ANALYSIS OF TWO-DIMENSIONAL MEDIAN FILTER HARDWARE IMPLEMENTATIONS FOR REAL-TIME VIDEO DENOISING

Open Access
- Author:
- Scott, Jesse
- Graduate Program:
- Computer Science and Engineering
- Degree:
- Master of Science
- Document Type:
- Master Thesis
- Date of Defense:
- None
- Committee Members:
- Vijaykrishnan Narayanan, Thesis Advisor/Co-Advisor
Vijaykrishnan Narayanan, Thesis Advisor/Co-Advisor - Keywords:
- Weavesort
HDL
systolic
Batcher
insertion
median - Abstract:
- The two-dimensional spatial median filter is a core algorithm for impulse noise removal in digital image processing and computer vision. While the literature presents several analyses of median filters optimized for a standard 3x3 pixel neighborhood configuration, a 5x5 neighborhood, useful for imagery exhibiting noise not conforming to the classic “salt and pepper” formation, has received little analysis. Research efforts on hardware implementations of median filters have been devoted primarily toward implementations with low latency and high throughput. A system is in development that utilizes intensified visible to near-infrared sensors and requires a 5x5 median filter to handle intensifier noise. Since the system is a battery powered unit, optimal power usage is a critical requirement in addition to low latency and high throughput. However, optimal power usage for median filtering has received little attention in the literature. This research focuses on investigating five selected hardware implementations of a 5x5 median filter and comparing them on the basis of power dissipation. The latency, maximum clock rates, and resource utilization for some of these implementations are also analyzed. The designs considered include implementations of a radix sort-based elimination algorithm, a systolic sorting array, a Batcher sorting network, and two insertion sorting networks. The two insertion sort networks have nearly identical sorting cores, but one utilizes a fundamentally different wrapper; this will be referred to as a row insertion sort network. Also included in the analysis is a commercial off the shelf (COTS) intellectual property (IP) core. The five custom filters were designed to be fully pipelined, accepting inputs and generating median output values every pixel clock pulse with a constant latency. All five custom designs are integrated with a wrapper functions that provide buffering to handle the kernel based behavior of two dimensional filtering. Initially, a merge sort implementation was also considered but was almost immediately eliminated because the power and resource usage was an order of magnitude greater than all other designs under review.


### The task
Could you retype exactly the lines below between the one holding "Identify the location" and the one holding "The image size is (898, 525).", inclusive, leaving out any pictures?

### Data for processing
=== Section Start ===
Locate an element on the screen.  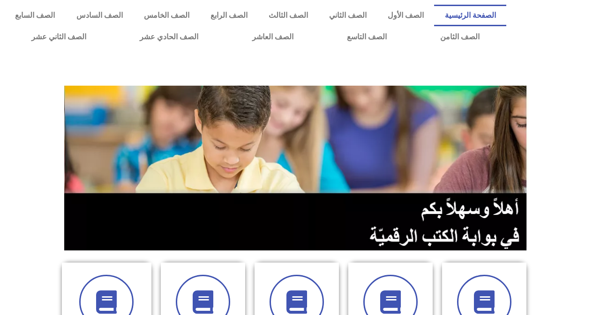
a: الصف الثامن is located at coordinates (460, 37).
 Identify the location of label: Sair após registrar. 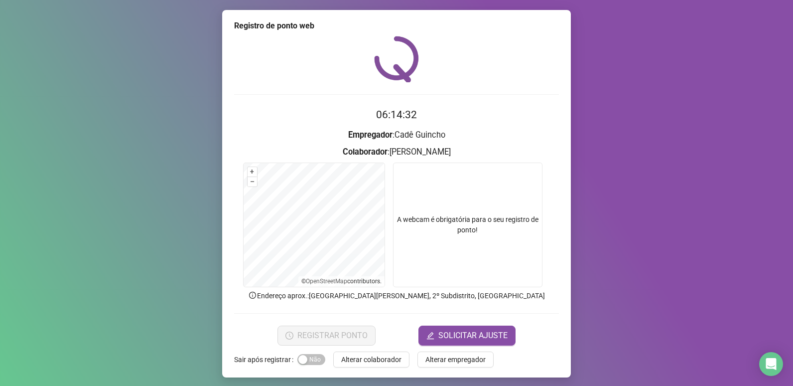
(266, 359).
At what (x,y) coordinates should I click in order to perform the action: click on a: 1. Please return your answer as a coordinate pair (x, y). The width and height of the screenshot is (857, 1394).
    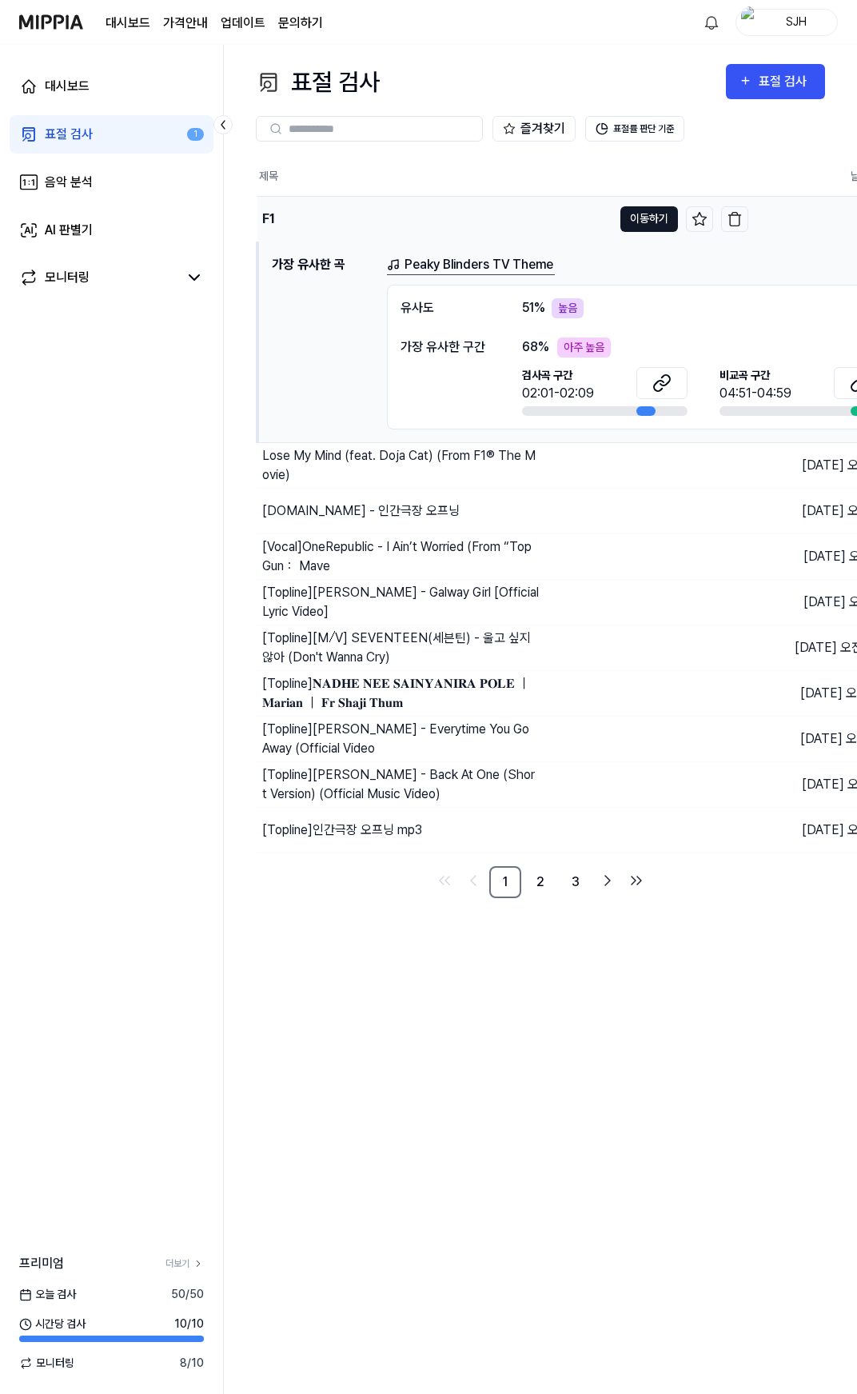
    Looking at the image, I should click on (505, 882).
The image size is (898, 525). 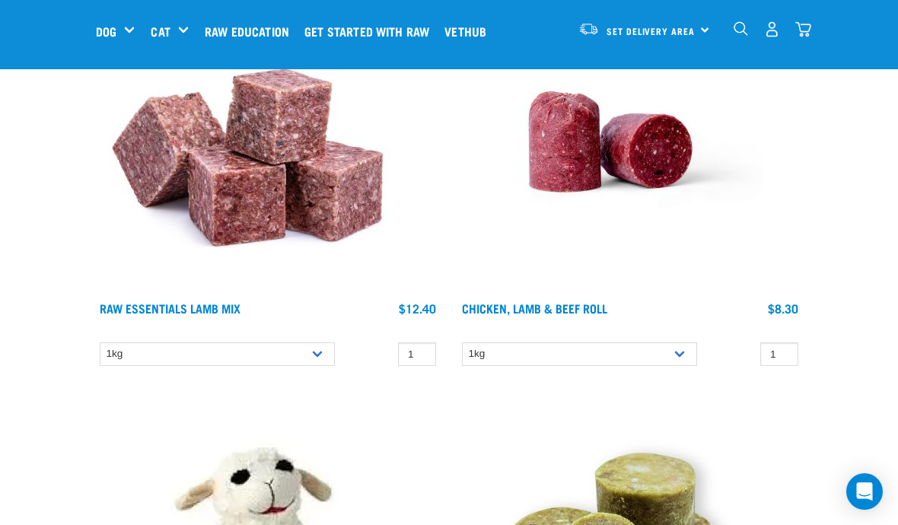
=== Section End ===
=== Section Start ===
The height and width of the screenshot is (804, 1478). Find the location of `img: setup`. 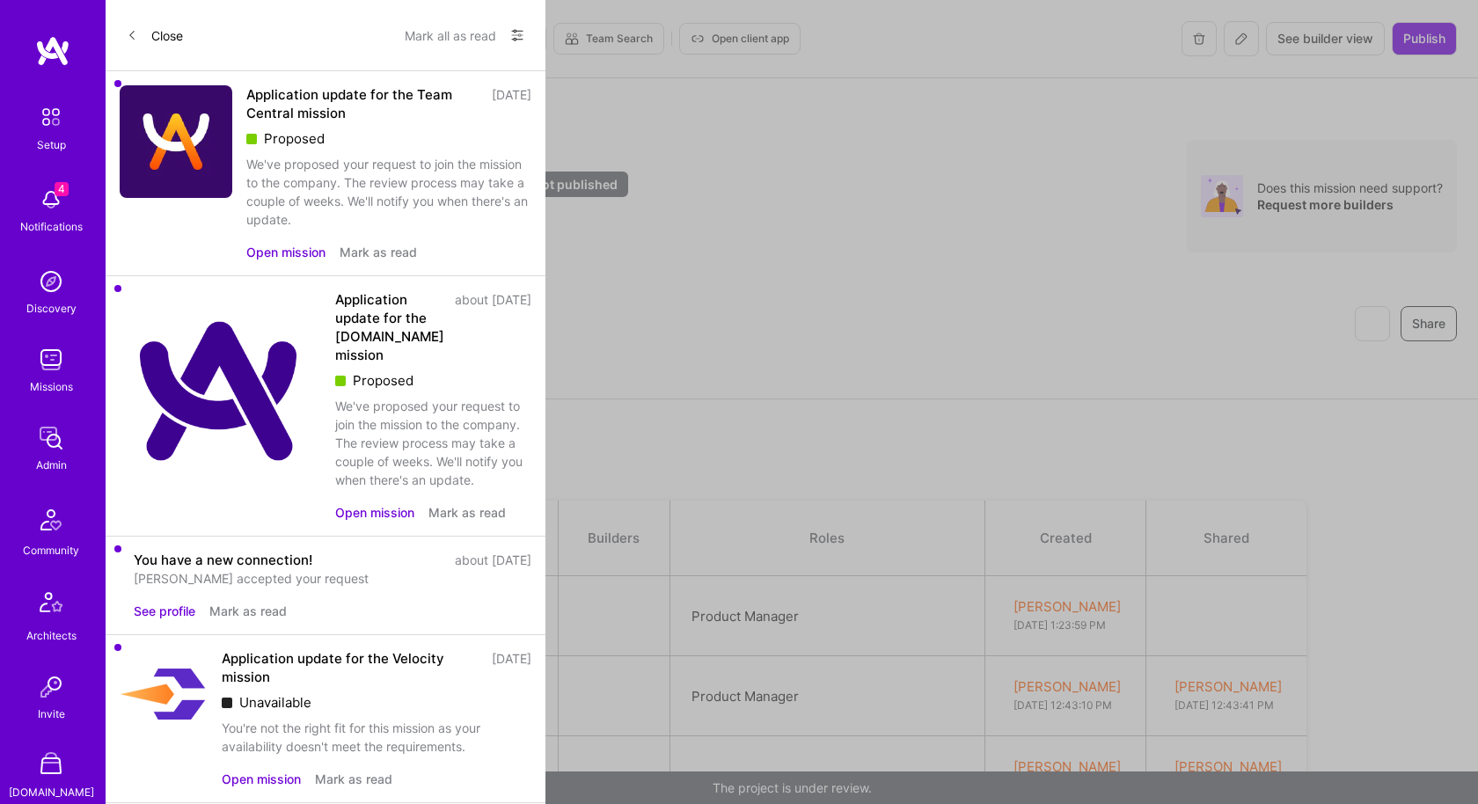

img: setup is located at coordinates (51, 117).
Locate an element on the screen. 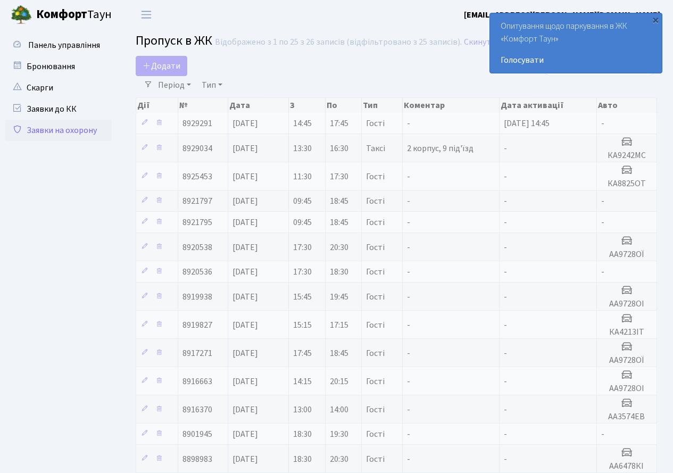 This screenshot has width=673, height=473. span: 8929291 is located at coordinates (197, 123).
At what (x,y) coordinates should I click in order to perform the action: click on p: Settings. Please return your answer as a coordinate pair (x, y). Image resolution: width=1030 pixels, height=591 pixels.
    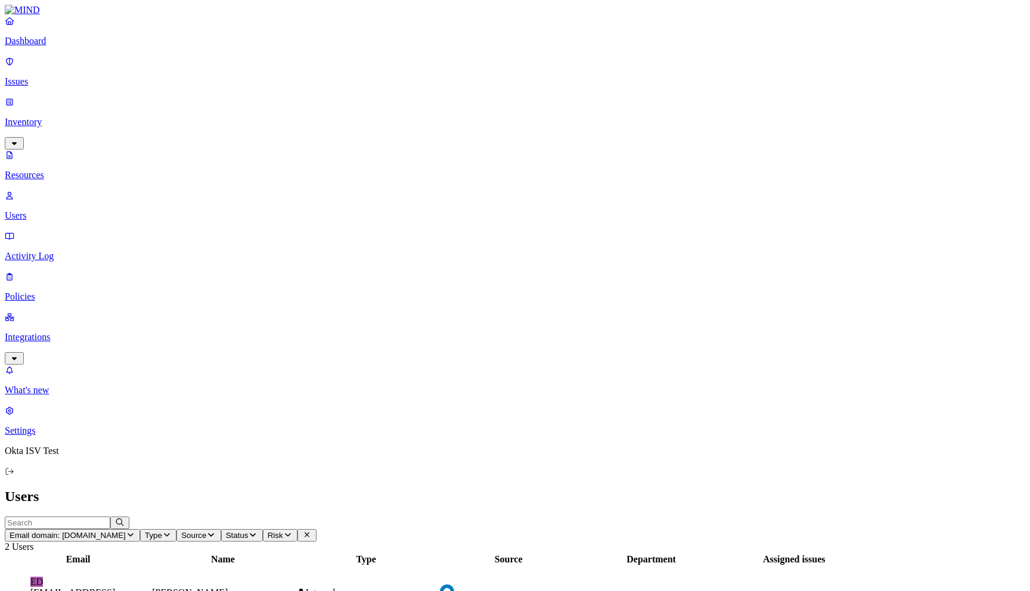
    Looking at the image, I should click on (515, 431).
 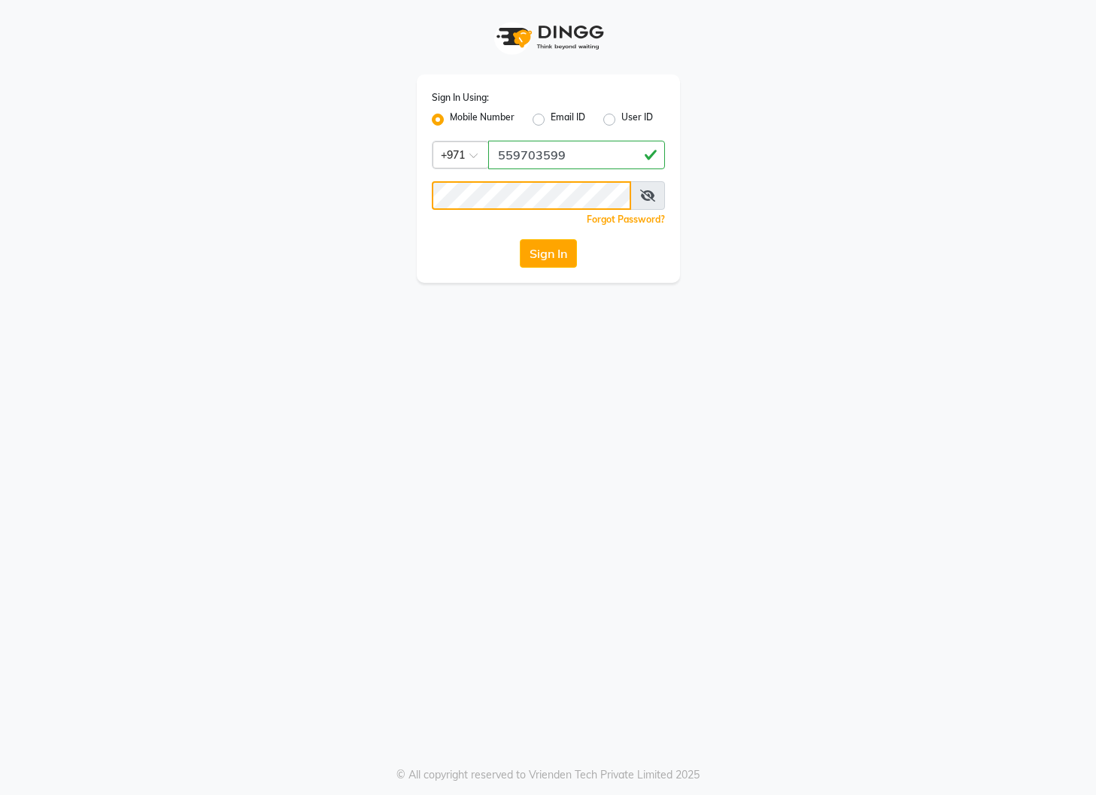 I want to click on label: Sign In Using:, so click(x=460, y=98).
=== Section End ===
=== Section Start ===
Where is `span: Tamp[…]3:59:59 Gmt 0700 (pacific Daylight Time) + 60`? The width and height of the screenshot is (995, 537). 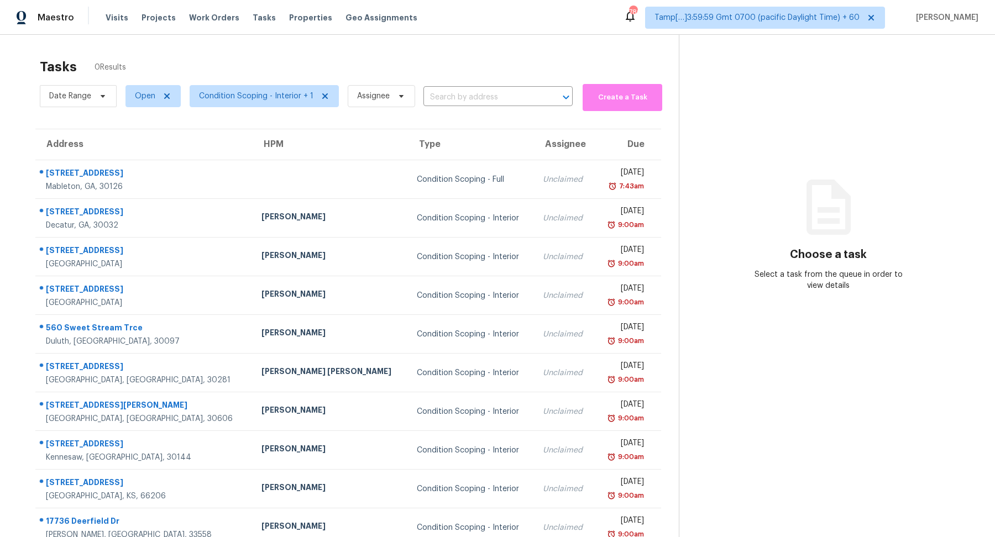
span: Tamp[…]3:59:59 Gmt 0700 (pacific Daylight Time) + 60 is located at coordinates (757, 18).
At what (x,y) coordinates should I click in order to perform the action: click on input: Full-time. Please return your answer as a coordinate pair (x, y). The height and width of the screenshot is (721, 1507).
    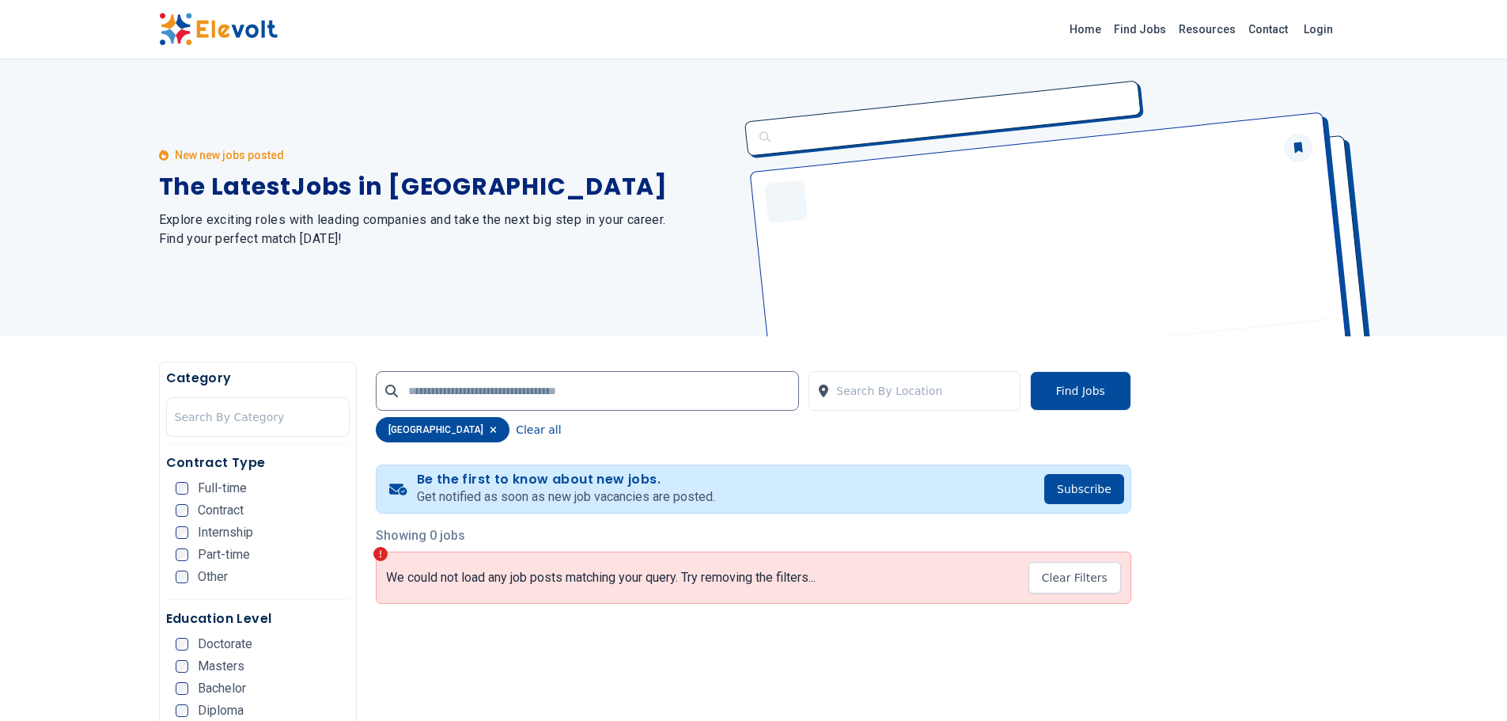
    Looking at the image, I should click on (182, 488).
=== Section End ===
### Answer space
 Identify the location of label: Sair após registrar. 
(266, 359).
At what (x,y) coordinates should I click in order to perform the action: click on a: 1. Please return your answer as a coordinate pair (x, y). The width and height of the screenshot is (857, 1394).
    Looking at the image, I should click on (505, 882).
The image size is (898, 525). 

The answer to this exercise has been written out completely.